In the end I got a friend (who works in the office 1 day a week and looks after all this stuff) to sort it all out and that is where I have been for 2-3 years now. It works well.

A lot of things have changed in the past few years.

M$ have stopped constantly modifying Explorer. In the past, a website would work with v4 but not v5 or with v6 but not with v5 and not with Netscape etc etc. This is a real problem if selling into the less developed countries; a lot of people around the world are running an old browser under win98, etc. and they can't load a fancy website which uses browser specific features (read: it works only with IE6). OTOH, there is now IE7 and for all I know this will generate a load of websites which don't work on IE6...

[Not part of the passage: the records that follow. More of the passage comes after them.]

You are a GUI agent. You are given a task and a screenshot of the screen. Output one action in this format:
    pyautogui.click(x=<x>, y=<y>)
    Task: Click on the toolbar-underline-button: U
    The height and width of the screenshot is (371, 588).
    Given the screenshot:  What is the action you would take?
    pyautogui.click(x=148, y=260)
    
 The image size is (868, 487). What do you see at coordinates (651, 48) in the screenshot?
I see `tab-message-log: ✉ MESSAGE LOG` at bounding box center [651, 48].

A lot more people have fast connections, so bloated sites are no longer the major drag they used to be. But again this isn't true everywhere; a lot of people are still on dial-up.

The problem is that it's very hard to make a living just designing websites, so a lot of the people that do it clear off the moment they get a "proper job".

So it's essential to tightly specify what and how it will be done, so the next person (you?) can pick it up. A website done in Frontpage is close to impossible to do anything with unless again using Frontpage, and a lot of designers (most?) don't use Frontpage...

You don't say what business you are in but I can tell you that nearly everybody appreciates a clean simple honest website, which loads fast, tells you what the company does, and has simple navigation buttons on the side. No java, no flash, no active-x, minimal graphics. And keep any graphics on the main page narrow (no more than a few hundred pixels) because wide graphics prevent the pages printing properly (the RH margin gets cut off) from IE; most designers don't know this.

Bank on the designer not being around in a year's time. Buy a copy of (say) Dreamweaver, install it on some PC, and make sure that the job finally handed over is sitting on that PC, the site can be edited, and the new version can be FTP's to the server. Make sure this is specified at the outset as the deliverable package. Make sure it all works before handing over the money (or all the money).

As for artistic input, most designers don't have this. If you go to a big firm, they will bring in a graphic designer to make it pretty (say sony.co.uk etc) but all those sites (that I have seen) are massively bloated, and the job is very expensive. £100k is not unusual for such a site design.